Thanks for checking out Enyo! This document will help you orient yourself with how the framework is organized and what each piece offers. From there we encourage you to dig into the tutorials and other documentation and get started!
In a given Enyo release, you will find the following folders:
- enyo - the core
- lib - where all plugins and add-on libraries go
- onyx - a toolbox of UI components
- layout - a set of layout components
- canvas - components for building HTML5-based canvas views
- extra - additional utility components
The core of the framework, known simply as enyo
in the source code, provides powerful features that enable complex applications and add-on libraries to be built atop the Web stack in a modular way:
- Object encapsulation, inheritance, and ownership hierarchy - Kinds and Components
- View and DOM widget model - UiComponent and Control
- Event routing - Dispatcher and Signals
- Services model - Async and Ajax
- Basic HTML components - Base UI
- Touch support - Touch scroller and gesture simulation
- Package loader -
enyo.depends()
andpackage.js
These pieces are actually separable (it's easy to make micro-builds of Enyo), but we believe they form a useful working set, so we provide them together as the Enyo core.
Everything else described below is an optional package built on top of the core.
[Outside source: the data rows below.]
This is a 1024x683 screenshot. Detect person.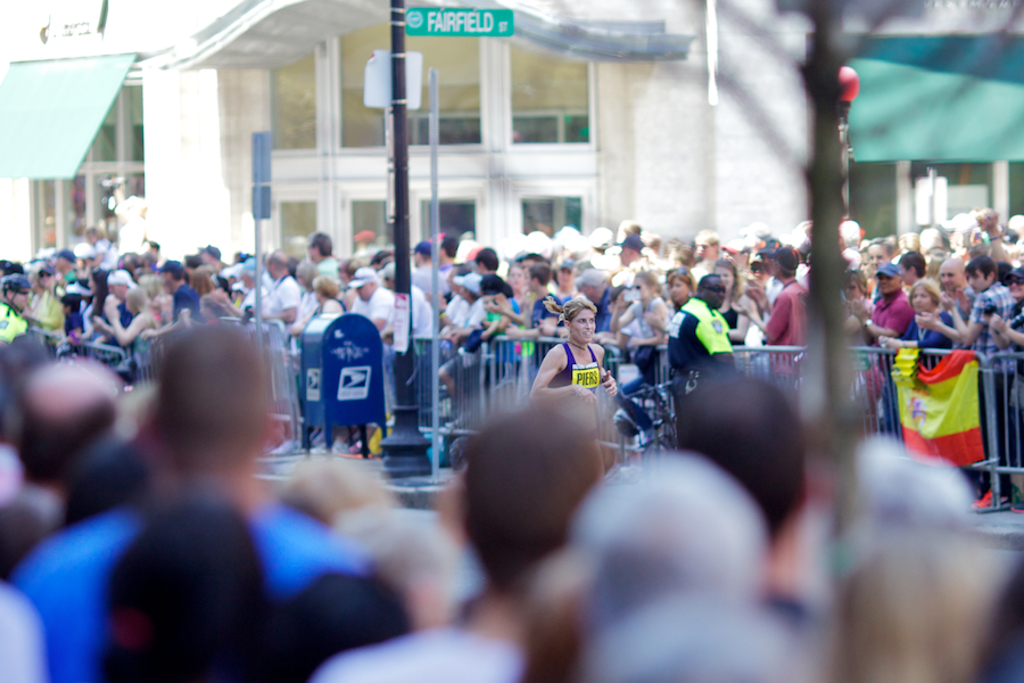
crop(542, 290, 613, 414).
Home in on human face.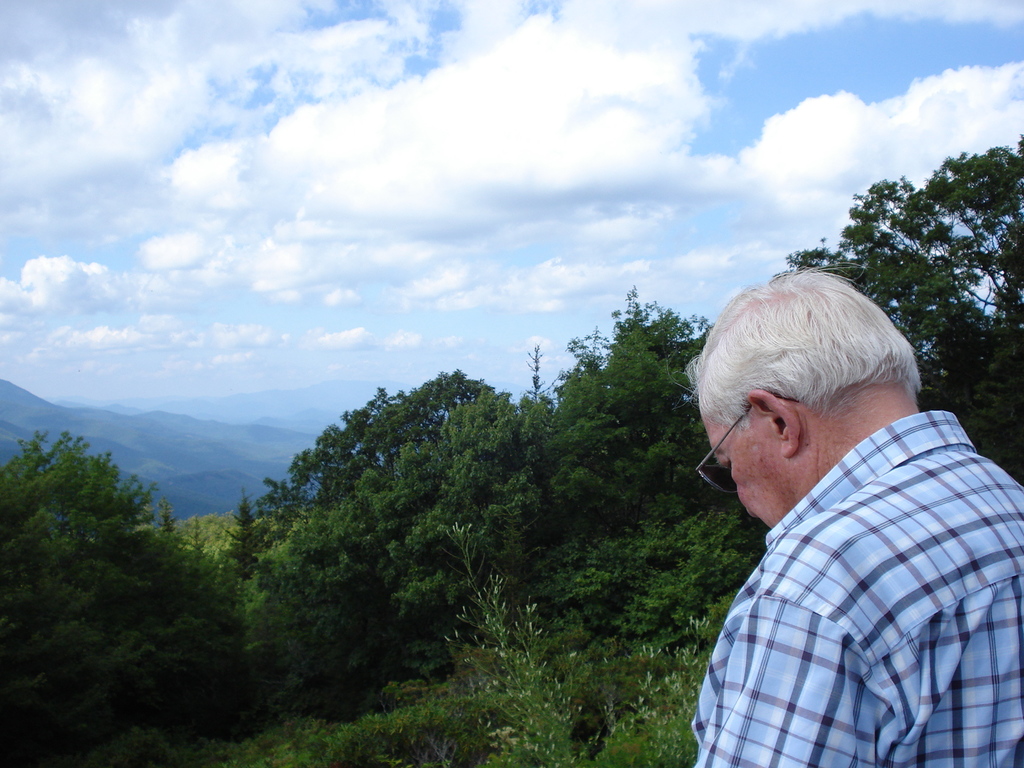
Homed in at <box>697,405,787,532</box>.
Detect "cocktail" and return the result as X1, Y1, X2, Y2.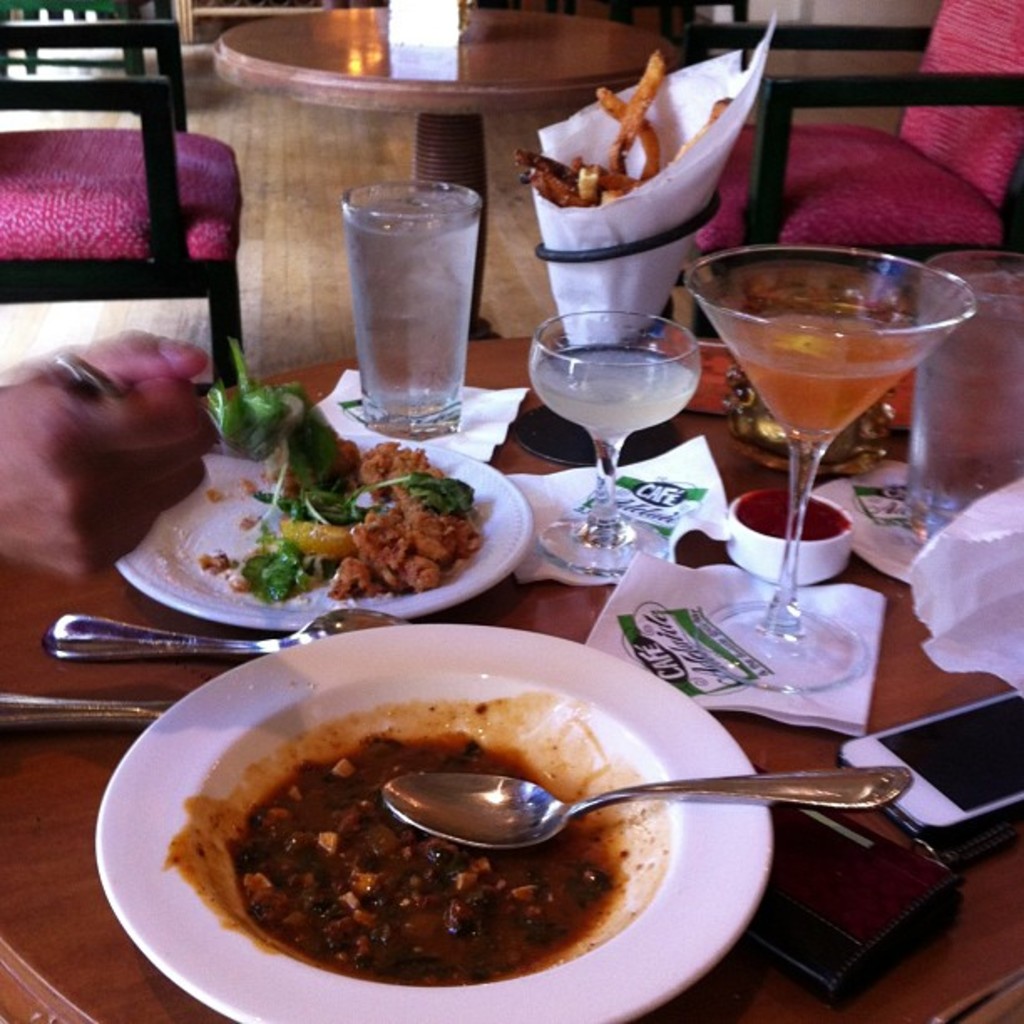
333, 177, 485, 447.
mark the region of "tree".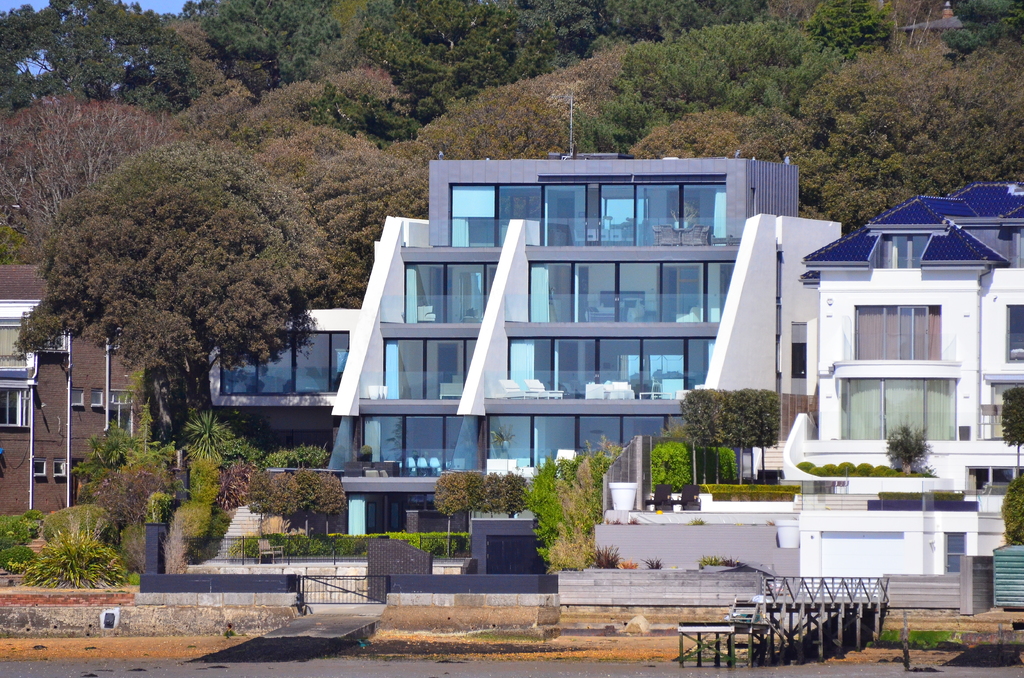
Region: box=[505, 468, 521, 523].
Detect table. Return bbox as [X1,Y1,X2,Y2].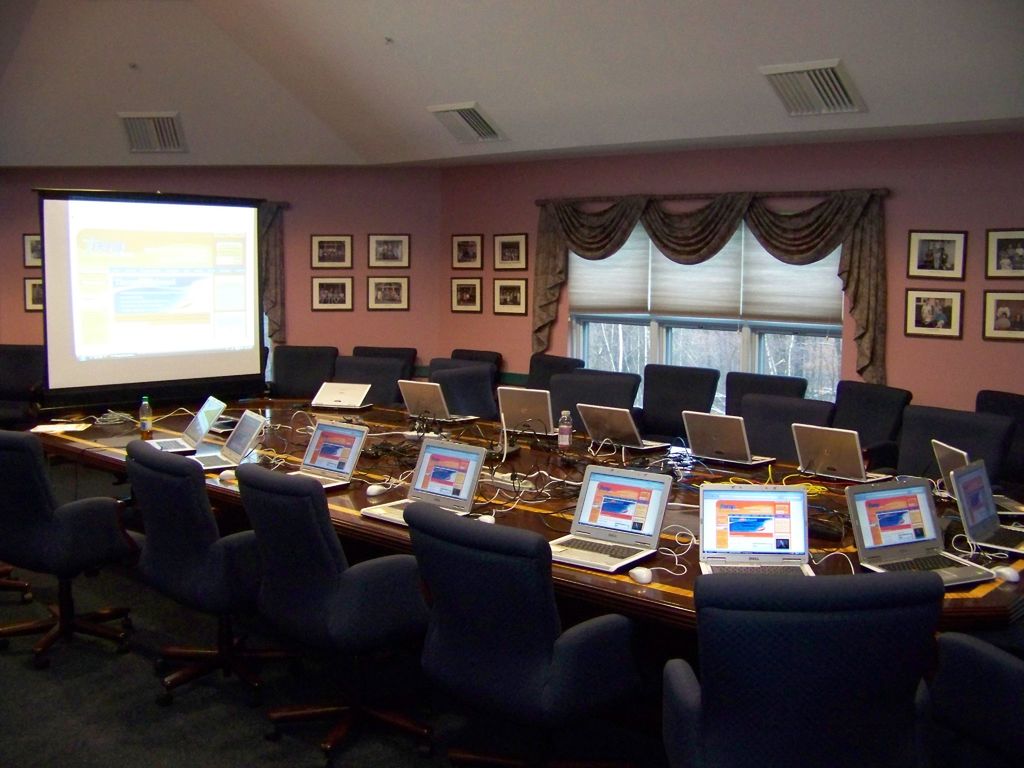
[14,388,1023,634].
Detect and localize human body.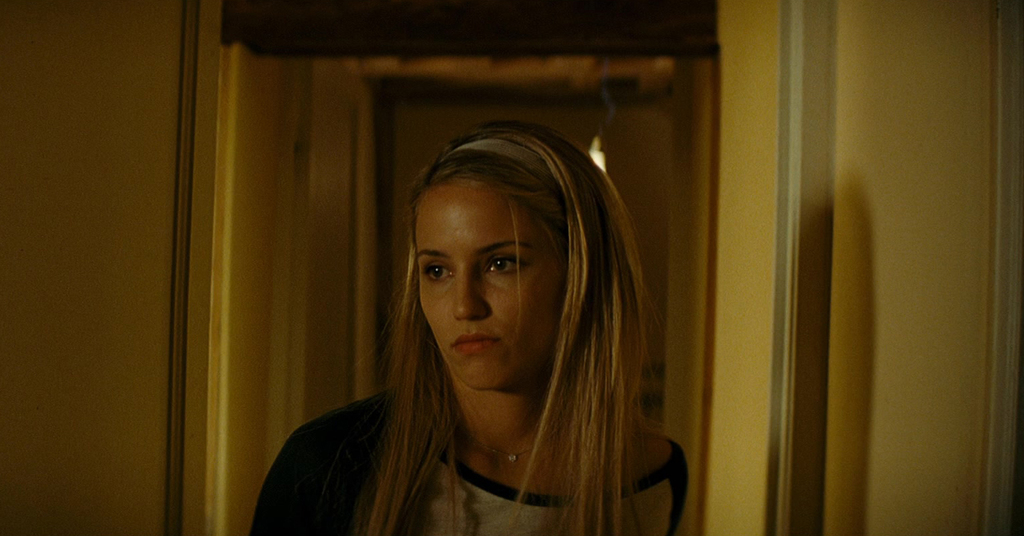
Localized at 283,156,622,530.
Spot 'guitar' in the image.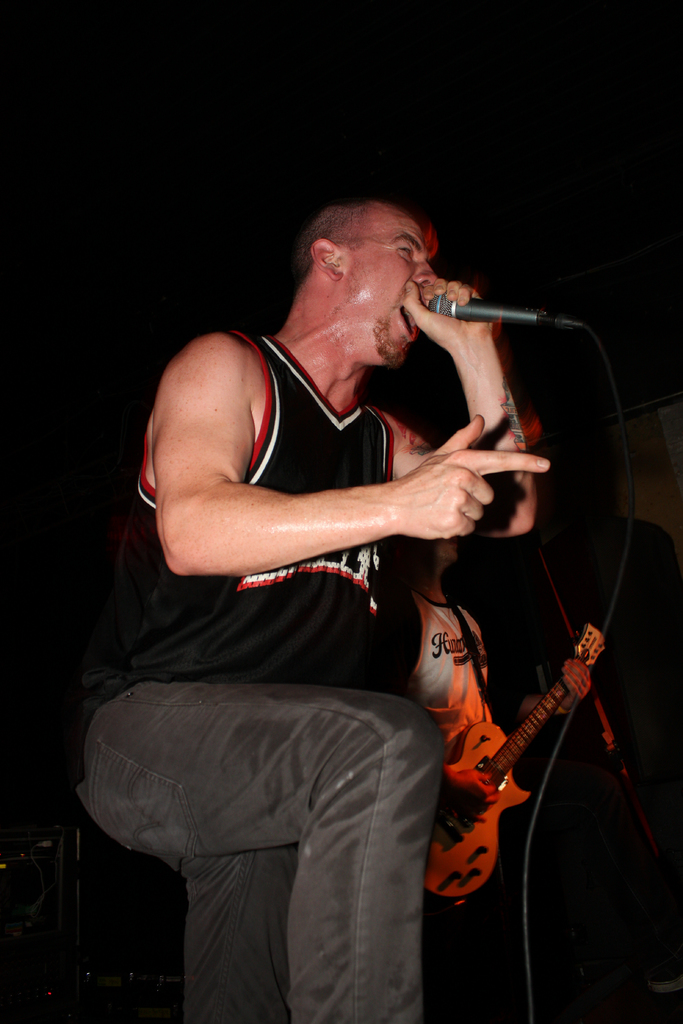
'guitar' found at l=427, t=622, r=607, b=906.
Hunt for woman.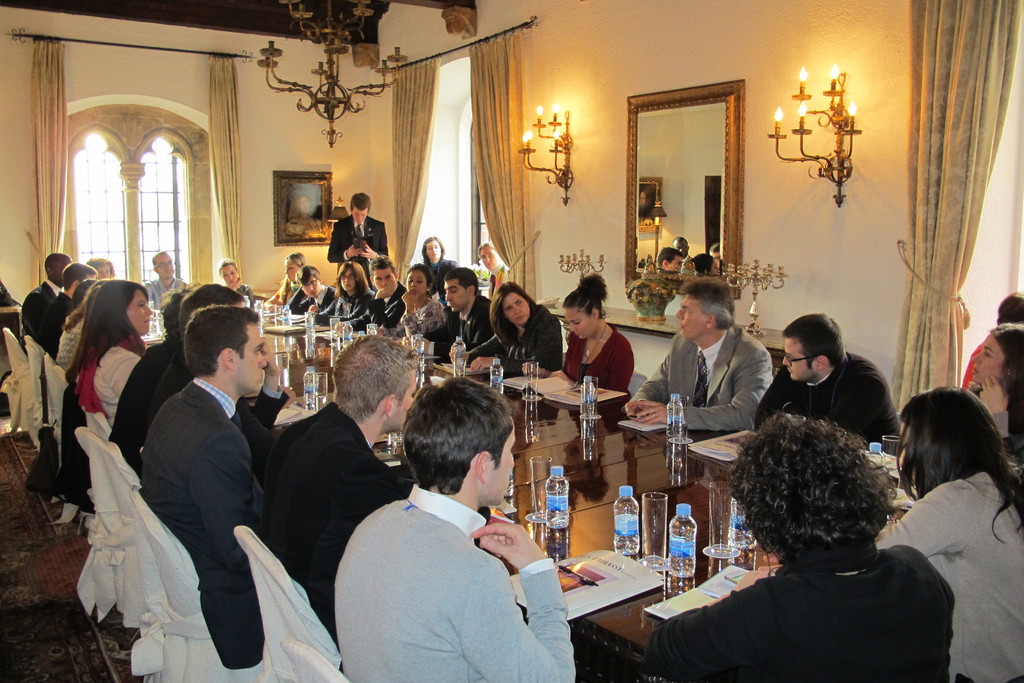
Hunted down at BBox(957, 321, 1023, 462).
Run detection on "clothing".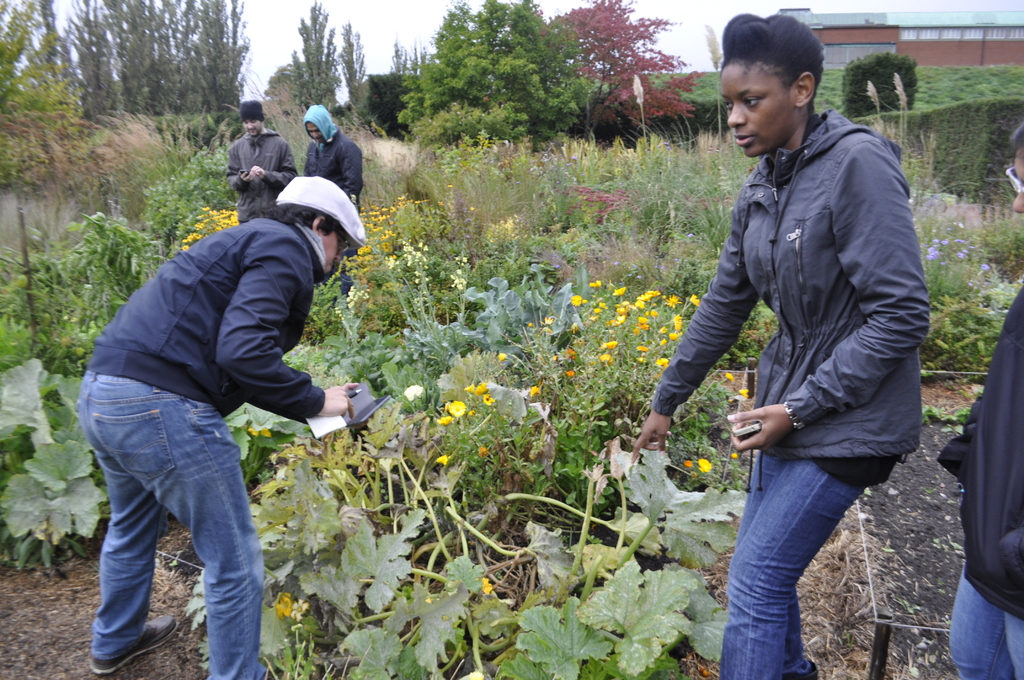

You can choose to include these à la carte to fit your application's needs. However, these are only reference libraries for what we envision will be a large ecosystem of add-on libraries that bring different look and feel, layout options, service wrappers, etc. Check out the Enyo Community Gallery to see just how easy it is to create and share new components and add-on libraries.
The Onyx library provides a toolbox of beautifully-styled UI components for building mobile and desktop applications. It is ever-expanding, and currently includes the following:
- Buttons (plain, icon, radio, and toggle buttons)
- Inputs (text input field, text area, rich text area)
- Popups
- Header bars
- Group boxes
- Progress bars
- Sliders
- Drawers
- Menus
- Pickers
- Tooltips
- Spinners
- Popups
Take a look at Onyx Sampler to see the Onyx widget set in action.
While Enyo components can be laid out using pure HTML/CSS techniques, we have provided a Layout library that gives you easy-to-use, performant, cross-browser compatible containers for your common layout needs:
- Fittable Rows and Columns
- Lists
- Panels
You can read up on these layout options here.
Enyo's encapsulation model works equally well for structuring canvas-based components as it does for traditional UI, and we have provided a library that abstracts common canvas primitives as Enyo components:
- Canvas and CanvasControl
- Shapes (Circle, Rectangle)
- Text
- Image
You can easily extend these to create complex graphical applications and games, such as our Pirate Pig canvas demo application.
The "extra" library holds a number of useful utility-type components, which are used in various samples and demo applications.
Bootplate is a template that provides a complete starter project containing everything you need to develop and deploy Enyo apps out of the box, and is now included in each release. It contains current versions of Enyo and the most common libraries for app developers (Onyx and Layout), as well as scripts to minify and create deployable versions of the source and assets. Get started with bootplate here.
From here, there are a number of guides you can continue reading to help ramp up into Enyo development:
- If you'd like a step-by-step introduction to Enyo, head to the tutorials.
- To get off to the races writing Enyo apps, check out Bootplate.
- To learn more about the nuts and bolts of Enyo app structure, read the Getting Started guide.
- For the complete list of documentation, see the Enyo documentation overview.